Once upon a time, children’s behavior was kept in check by Cautionary Tales. Something was prohibited, someone (traditionally a naughty kid) did what they were forbidden to do, and someone (the same kid) came to a sticky end. Young bedtime readers’ inclination to err was doused by bed wetting and anguished screams in the night. The good old days.

A recent Israeli court case could have been presented as a Cautionary Tale of bygone days. The prohibition was to mess with VAT reporting; the naughty kids were those beacons of tax probity – a couple of ageing taxi drivers; and the end result was their metaphorical drowning in a vat of misery.

We have all been stung by taxi drivers at some point in our lives, most likely when we have met the definition of ‘foreigner’ at whichever airport or hotel we found ourselves hailing one. When I read the 56 page ruling, I admit there was a glimmer of schadenfreude. These blokes had been hoisted with their own petard.

This was not a case of intentional VAT fraud (like ‘forgetting’ to put on the meter when some sucker climbs into the cab). The appellant cabbies, fighting the VAT authorities’ astronomic assessment, were two partners in a taxi rank, theirs’ being the only names showing on the joint VAT registration. They charged a commission to the drivers in the rank on their fares. So far so good. The problem was that there was a number of large and recurring clients who insisted on settling their accounts periodically by single credit card payment. The appellants duly issued invoices with the addition of VAT to the clients, and were then faced with the task of dealing out the proceeds, less their commission, to the individual drivers. They had full records of who did what, and what should have happened next was that individual drivers issue VAT invoices to the appellants. In the ‘I only issue an invoice if there is a gun to my head’  taxi world in which they operated, that was evidently a bridge too far.

When the external part-time bookkeeper realized obtaining invoices from the drivers was a lost cause, he had an interesting idea.
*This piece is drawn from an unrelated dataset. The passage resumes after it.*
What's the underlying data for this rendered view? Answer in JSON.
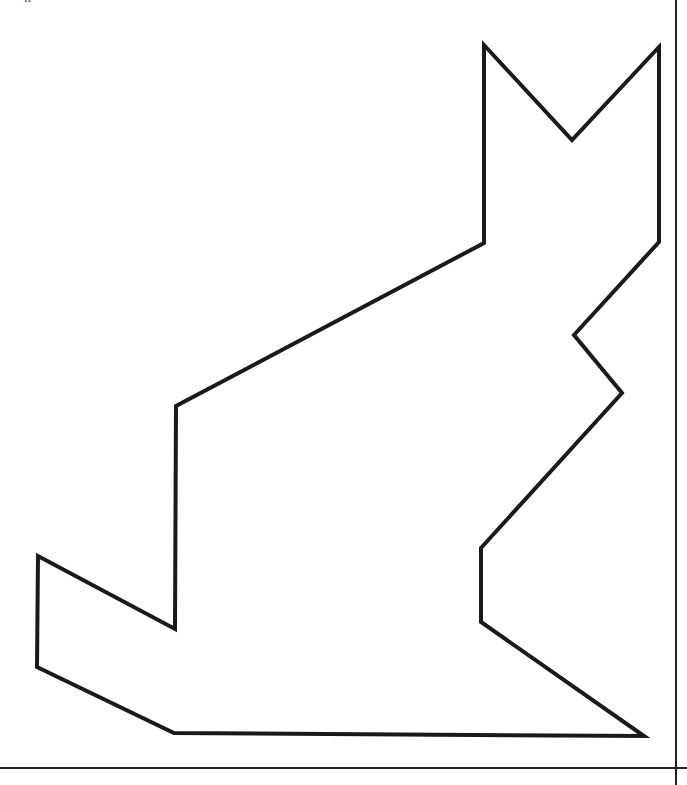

He would issue credit notes to the drivers, and claim the VAT, the end result being that the appellants only paid over to the VAT authorities the tax due on the rank commission. The idea may have been interesting, but it was unforgivably wrong: credit notes are issued by VAT dealers whose earlier invoice is incorrect, not by any Tom, Dick and Harry who can’t be bothered getting the paperwork in order. The only way not to be lumbered with paying over the VAT on the entire invoice was to receive VAT invoices from the drivers. Not only did the appellants not regularly receive the invoices, they passed the VAT element of the charge to the drivers to deal with as they saw fit. Another interesting, but utterly misguided, idea.

The judge, who was by no means a Hanging Judge, actually had mercy on the appellents. He instructed the VAT authorities to be liberal in recognizing limited evidence that a taxi driver had reported VAT on the amounts he received,  halved the fine accompanying the cancellation of the appellants’ accounting records, and queried some of the calculations used by the VAT authorities. He was less impressed with the VAT reclaims for other expenses, which ran into colossal sums, despite the whole business being run out of a concrete hut with a telephone, a radio, a kettle, a TV and an air conditioner (I assume there was a TV and an air conditioner – there always is). None of this really helped, since the judge held the appellants liable for a bankrupting amount of VAT, and despite their pleas that the taxi rank ‘partnership’ included many more drivers (most of whom no longer worked with the rank), he decided the authorities were right to insist that liability was joint and several, and the appellants owed the tax. The judge’s mercy reminded me of English monarchs’ mercy in the Middle Ages in reducing a sentence from being hung, drawn and quartered to being beheaded. The end result is much the same.

As with many good tales of earlier centuries, there was a comic – albeit tragic – element. The appellants claimed that the entire mess was due to their veteran external bookkeeper, who had come up with the whole idea as a solution to the drivers’ refusal to issue tax invoices, and tried to shift the blame. The judge was not moved.

The Cautionary Tale? Everyone needs to remember that VAT is a far less forgiving tax than income tax. While income tax is a payment from the income THAT BELONGS TO the assessee, VAT BELONGS TO THE STATE – the VAT dealer is merely the agent through whom the transactions are handled. It is a highly technical tax that requires all the pieces of paper to be in the right place, and any error can – as is evidenced here – be expensive.

The excerpts of court interviews peppering  the judgement included the statement by one of the appellants that they would sue the bookkeeper for anything it cost them, and the bookkeeper’s timid acquiescence to his fate. As I faded off to sleep last night,  I couldn’t help picturing a group of hardened taxi drivers dragging a meek bookkeeper/accountant out of a black cab next to the  parapet of a river bridge. The meter was, inexplicably, still running.